Now that he was in the lift with Anna, though, his hearing aid was working perfectly. He heard the whisper of the steel hawsers, the detonation of the papers which Anna was tapping on her leg,
the brittle timpani of his own bones. He even heard and felt the air grow thicker as the lift went down. How long since he had last been to the lobby? How much longer since he’d passed
through Big Vic’s revolving doors? Three months at least. How long since God had last descended from the heavens to stand with mortals on the ground?
The power of the speech that he had been obliged to make for the journalists, the felicity of the words that came with such simplicity, had fired the old man with sufficient self-esteem to think
he could anaesthetize the crowd with ‘Arcadia will make you rich’. He was not nervous in the least – except, perhaps, that he was uneasy in the lift. It had dropped through twenty
floors and more and seemed to travel at a speed and with a purpose that was reckless.
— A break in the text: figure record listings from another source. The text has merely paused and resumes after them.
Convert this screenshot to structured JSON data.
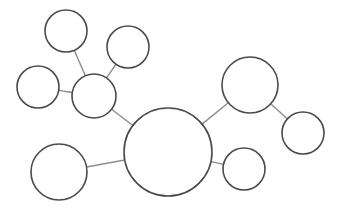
{
  "diagram": {
    "type": "bubble-map",
    "width": 338,
    "height": 211,
    "background": "#ffffff",
    "node_stroke": "#4a4a4a",
    "edge_stroke": "#8c8c8c",
    "nodes": [
      {
        "id": "center",
        "label": "",
        "cx": 168,
        "cy": 152,
        "r": 44
      },
      {
        "id": "hub-left",
        "label": "",
        "cx": 94,
        "cy": 96,
        "r": 22
      },
      {
        "id": "top-left",
        "label": "",
        "cx": 66,
        "cy": 31,
        "r": 21
      },
      {
        "id": "top-mid",
        "label": "",
        "cx": 128,
        "cy": 47,
        "r": 21
      },
      {
        "id": "left",
        "label": "",
        "cx": 38,
        "cy": 87,
        "r": 21
      },
      {
        "id": "upper-right",
        "label": "",
        "cx": 250,
        "cy": 85,
        "r": 28
      },
      {
        "id": "far-right",
        "label": "",
        "cx": 303,
        "cy": 133,
        "r": 21
      },
      {
        "id": "lower-right",
        "label": "",
        "cx": 244,
        "cy": 169,
        "r": 21
      },
      {
        "id": "lower-left",
        "label": "",
        "cx": 59,
        "cy": 172,
        "r": 28
      }
    ],
    "edges": [
      {
        "from": "center",
        "to": "hub-left"
      },
      {
        "from": "hub-left",
        "to": "top-left"
      },
      {
        "from": "hub-left",
        "to": "top-mid"
      },
      {
        "from": "hub-left",
        "to": "left"
      },
      {
        "from": "center",
        "to": "upper-right"
      },
      {
        "from": "upper-right",
        "to": "far-right"
      },
      {
        "from": "center",
        "to": "lower-right"
      },
      {
        "from": "center",
        "to": "lower-left"
      }
    ]
  }
}
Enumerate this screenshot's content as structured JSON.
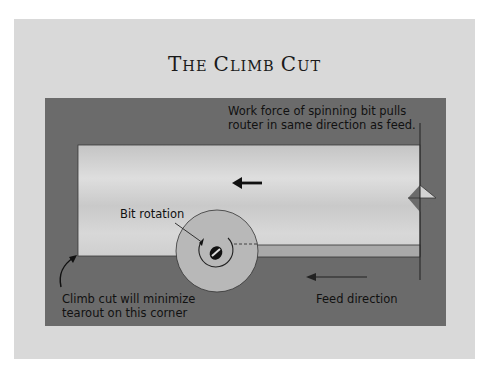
{
  "title": {
    "word1_cap": "T",
    "word1_rest": "HE",
    "word2_cap": "C",
    "word2_rest": "LIMB",
    "word3_cap": "C",
    "word3_rest": "UT"
  },
  "labels": {
    "work_force_line1": "Work force of spinning bit pulls",
    "work_force_line2": "router in same direction as feed.",
    "bit_rotation": "Bit rotation",
    "climb_cut_line1": "Climb cut will minimize",
    "climb_cut_line2": "tearout on this corner",
    "feed_direction": "Feed direction"
  },
  "icons": {
    "work_force_arrow": "arrow-left-bold",
    "feed_arrow": "arrow-left-thin",
    "corner_arrow": "curved-arrow-up-right",
    "bit": "router-bit-circle"
  },
  "colors": {
    "page": "#ffffff",
    "outer_panel": "#d9d9d9",
    "dark_panel": "#6b6b6b",
    "board_light": "#cfcfcf",
    "board_strip": "#a9a9a9",
    "router_base": "#b8b8b8",
    "ink": "#111111"
  }
}
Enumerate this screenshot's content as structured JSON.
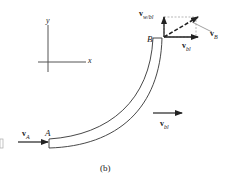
{
  "figure": {
    "caption": "(b)",
    "axes": {
      "x_label": "x",
      "y_label": "y"
    },
    "points": {
      "A": "A",
      "B": "B"
    },
    "vectors": {
      "vA": {
        "main": "v",
        "sub": "A"
      },
      "vB": {
        "main": "v",
        "sub": "B"
      },
      "vbl_top": {
        "main": "v",
        "sub": "bl"
      },
      "vbl_right": {
        "main": "v",
        "sub": "bl"
      },
      "vwbl": {
        "main": "v",
        "sub": "w/bl"
      }
    },
    "colors": {
      "stroke": "#222222",
      "dashed": "#999999"
    }
  }
}
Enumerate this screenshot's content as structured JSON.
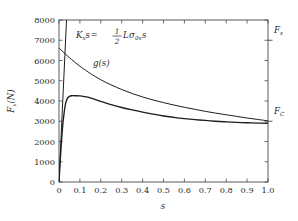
{
  "chart_data": {
    "type": "line",
    "title": "",
    "xlabel": "s",
    "ylabel": "Fx(N)",
    "xlim": [
      0,
      1.0
    ],
    "ylim": [
      0,
      8000
    ],
    "grid": false,
    "legend": "none",
    "xticks": [
      "0",
      "0.1",
      "0.2",
      "0.3",
      "0.4",
      "0.5",
      "0.6",
      "0.7",
      "0.8",
      "0.9",
      "1.0"
    ],
    "xtick_values": [
      0,
      0.1,
      0.2,
      0.3,
      0.4,
      0.5,
      0.6,
      0.7,
      0.8,
      0.9,
      1.0
    ],
    "yticks": [
      "0",
      "1000",
      "2000",
      "3000",
      "4000",
      "5000",
      "6000",
      "7000",
      "8000"
    ],
    "ytick_values": [
      0,
      1000,
      2000,
      3000,
      4000,
      5000,
      6000,
      7000,
      8000
    ],
    "right_axis_labels": [
      {
        "text": "Fs",
        "value": 7000
      },
      {
        "text": "FC",
        "value": 3000
      }
    ],
    "annotations": [
      {
        "name": "stiffness-equation",
        "text": "Kx s = 1/2 L sigma_0x s",
        "x": 0.22,
        "y": 7000
      },
      {
        "name": "g-function-label",
        "text": "g(s)",
        "x": 0.24,
        "y": 5200
      }
    ],
    "series": [
      {
        "name": "Kx s",
        "x": [
          0,
          0.004,
          0.008,
          0.012,
          0.016,
          0.02,
          0.024,
          0.028,
          0.032,
          0.036
        ],
        "values": [
          0,
          890,
          1780,
          2670,
          3560,
          4450,
          5340,
          6230,
          7120,
          8010
        ]
      },
      {
        "name": "g(s)",
        "x": [
          0,
          0.02,
          0.04,
          0.06,
          0.08,
          0.1,
          0.12,
          0.15,
          0.2,
          0.25,
          0.3,
          0.35,
          0.4,
          0.45,
          0.5,
          0.55,
          0.6,
          0.65,
          0.7,
          0.75,
          0.8,
          0.85,
          0.9,
          0.95,
          1.0
        ],
        "values": [
          6620,
          6420,
          6230,
          6050,
          5880,
          5720,
          5570,
          5360,
          5050,
          4790,
          4570,
          4370,
          4200,
          4050,
          3920,
          3800,
          3690,
          3590,
          3490,
          3400,
          3320,
          3240,
          3160,
          3090,
          3020
        ]
      },
      {
        "name": "Fx",
        "x": [
          0,
          0.005,
          0.01,
          0.015,
          0.02,
          0.03,
          0.04,
          0.05,
          0.06,
          0.08,
          0.1,
          0.12,
          0.15,
          0.2,
          0.25,
          0.3,
          0.35,
          0.4,
          0.45,
          0.5,
          0.55,
          0.6,
          0.65,
          0.7,
          0.75,
          0.8,
          0.85,
          0.9,
          0.95,
          1.0
        ],
        "values": [
          0,
          900,
          1720,
          2430,
          3020,
          3800,
          4130,
          4230,
          4260,
          4260,
          4250,
          4220,
          4150,
          3980,
          3820,
          3680,
          3560,
          3450,
          3350,
          3260,
          3190,
          3130,
          3080,
          3040,
          3000,
          2970,
          2945,
          2925,
          2910,
          2900
        ]
      }
    ]
  },
  "equation": {
    "lhs_K": "K",
    "lhs_K_sub": "x",
    "lhs_s": "s",
    "equals": "=",
    "num": "1",
    "den": "2",
    "rhs_L": "L",
    "rhs_sigma": "σ",
    "rhs_sigma_sub": "0x",
    "rhs_s": "s"
  },
  "labels": {
    "g_of_s": "g(s)",
    "F_s": "F",
    "F_s_sub": "s",
    "F_C": "F",
    "F_C_sub": "C",
    "y_axis": "Fx(N)",
    "y_axis_F": "F",
    "y_axis_x": "x",
    "y_axis_unit": "(N)",
    "x_axis": "s"
  }
}
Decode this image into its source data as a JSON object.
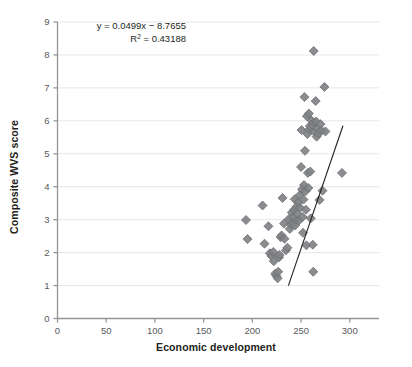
{
  "chart_data": {
    "type": "scatter",
    "title": "",
    "xlabel": "Economic development",
    "ylabel": "Composite WVS score",
    "xlim": [
      0,
      330
    ],
    "ylim": [
      0,
      9
    ],
    "xticks": [
      0,
      50,
      100,
      150,
      200,
      250,
      300
    ],
    "yticks": [
      0,
      1,
      2,
      3,
      4,
      5,
      6,
      7,
      8,
      9
    ],
    "grid": "horizontal",
    "legend": "none",
    "marker": {
      "shape": "diamond",
      "color": "#808285",
      "edge_color": "#6d6e71",
      "size_px": 9
    },
    "annotations": [
      {
        "name": "regression-equation",
        "text": "y = 0.0499x − 8.7655"
      },
      {
        "name": "r-squared",
        "text_prefix": "R",
        "text_sup": "2",
        "text_suffix": " = 0.43188"
      }
    ],
    "trendline": {
      "type": "linear",
      "slope": 0.0499,
      "intercept": -8.7655,
      "r_squared": 0.43188,
      "color": "#231f20",
      "x_start": 237,
      "x_end": 293,
      "y_start": 1.0,
      "y_end": 5.85
    },
    "points": [
      [
        193.5,
        2.99
      ],
      [
        195.0,
        2.41
      ],
      [
        210.5,
        3.43
      ],
      [
        212.5,
        2.27
      ],
      [
        216.5,
        2.8
      ],
      [
        218.0,
        1.98
      ],
      [
        219.5,
        1.9
      ],
      [
        221.5,
        2.02
      ],
      [
        222.0,
        1.74
      ],
      [
        223.5,
        1.36
      ],
      [
        224.5,
        1.3
      ],
      [
        226.0,
        1.22
      ],
      [
        226.5,
        1.42
      ],
      [
        227.5,
        1.86
      ],
      [
        228.0,
        1.93
      ],
      [
        229.0,
        2.47
      ],
      [
        230.0,
        2.52
      ],
      [
        231.0,
        3.66
      ],
      [
        232.5,
        2.88
      ],
      [
        233.0,
        2.42
      ],
      [
        234.5,
        2.07
      ],
      [
        236.0,
        2.15
      ],
      [
        237.5,
        3.02
      ],
      [
        238.5,
        2.72
      ],
      [
        239.5,
        2.86
      ],
      [
        240.5,
        3.22
      ],
      [
        241.5,
        3.06
      ],
      [
        242.0,
        2.88
      ],
      [
        243.0,
        3.3
      ],
      [
        243.5,
        3.62
      ],
      [
        244.0,
        2.83
      ],
      [
        245.0,
        3.0
      ],
      [
        245.5,
        3.4
      ],
      [
        246.5,
        3.18
      ],
      [
        247.0,
        3.52
      ],
      [
        248.0,
        2.98
      ],
      [
        248.5,
        3.74
      ],
      [
        249.0,
        3.36
      ],
      [
        250.0,
        4.6
      ],
      [
        250.5,
        5.72
      ],
      [
        251.0,
        3.92
      ],
      [
        251.5,
        3.08
      ],
      [
        252.0,
        2.6
      ],
      [
        252.5,
        3.61
      ],
      [
        253.0,
        4.05
      ],
      [
        253.5,
        6.72
      ],
      [
        254.0,
        5.09
      ],
      [
        254.5,
        3.86
      ],
      [
        255.0,
        3.3
      ],
      [
        255.5,
        2.22
      ],
      [
        256.0,
        6.14
      ],
      [
        256.5,
        5.6
      ],
      [
        257.0,
        4.42
      ],
      [
        257.5,
        3.96
      ],
      [
        258.0,
        6.22
      ],
      [
        258.5,
        5.74
      ],
      [
        259.0,
        5.84
      ],
      [
        259.5,
        4.46
      ],
      [
        260.0,
        3.04
      ],
      [
        261.0,
        6.0
      ],
      [
        261.5,
        5.88
      ],
      [
        262.0,
        2.24
      ],
      [
        262.5,
        1.42
      ],
      [
        263.0,
        8.12
      ],
      [
        263.5,
        5.95
      ],
      [
        264.0,
        5.66
      ],
      [
        265.0,
        6.6
      ],
      [
        265.5,
        5.98
      ],
      [
        266.0,
        5.52
      ],
      [
        267.0,
        5.76
      ],
      [
        268.0,
        5.62
      ],
      [
        269.0,
        3.6
      ],
      [
        270.0,
        5.9
      ],
      [
        271.0,
        5.7
      ],
      [
        272.0,
        3.88
      ],
      [
        274.0,
        7.03
      ],
      [
        275.0,
        5.68
      ],
      [
        292.0,
        4.42
      ]
    ]
  },
  "axes": {
    "x_title": "Economic development",
    "y_title": "Composite WVS score",
    "x_tick_labels": [
      "0",
      "50",
      "100",
      "150",
      "200",
      "250",
      "300"
    ],
    "y_tick_labels": [
      "0",
      "1",
      "2",
      "3",
      "4",
      "5",
      "6",
      "7",
      "8",
      "9"
    ]
  },
  "annotation_text": {
    "equation": "y = 0.0499x − 8.7655",
    "r2_prefix": "R",
    "r2_sup": "2",
    "r2_suffix": " = 0.43188"
  },
  "colors": {
    "marker_fill": "#808285",
    "marker_edge": "#6d6e71",
    "grid": "#e6e7e8",
    "axis": "#939598",
    "trendline": "#231f20",
    "text": "#231f20"
  }
}
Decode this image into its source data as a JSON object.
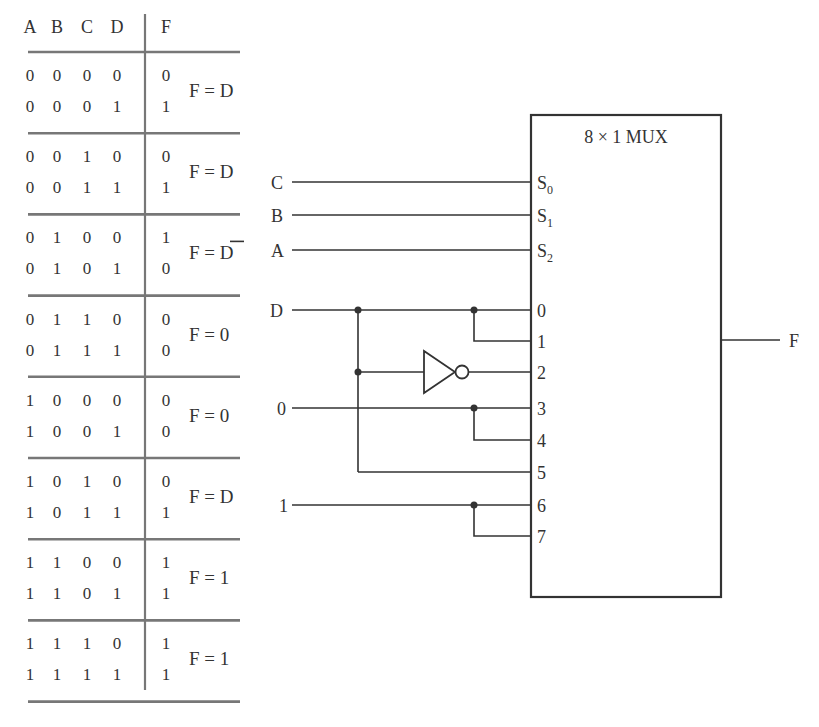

He had to steady himself on the lift’s steel walls, and then on Anna’s arm. He was not sorry when
his first journey for three months at least came to an end. The single door drew back and Victor looked out on the foliage of the atrium. All the ground-floor staff – receptionists, security,
commissionaires – were looking out onto the mall where marketeers were drenched in rain and indignation. Victor pushed his hair back – needlessly – with his hand. He buttoned his
coat, and walked across the atrium and stood, the shortest, oldest man, behind the crowd who blocked the exit doors. No one gave way. No one deferred. No one noticed him. He did not pass through
these revolving doors each day on his way to work or on his way back home. The man was not familiar.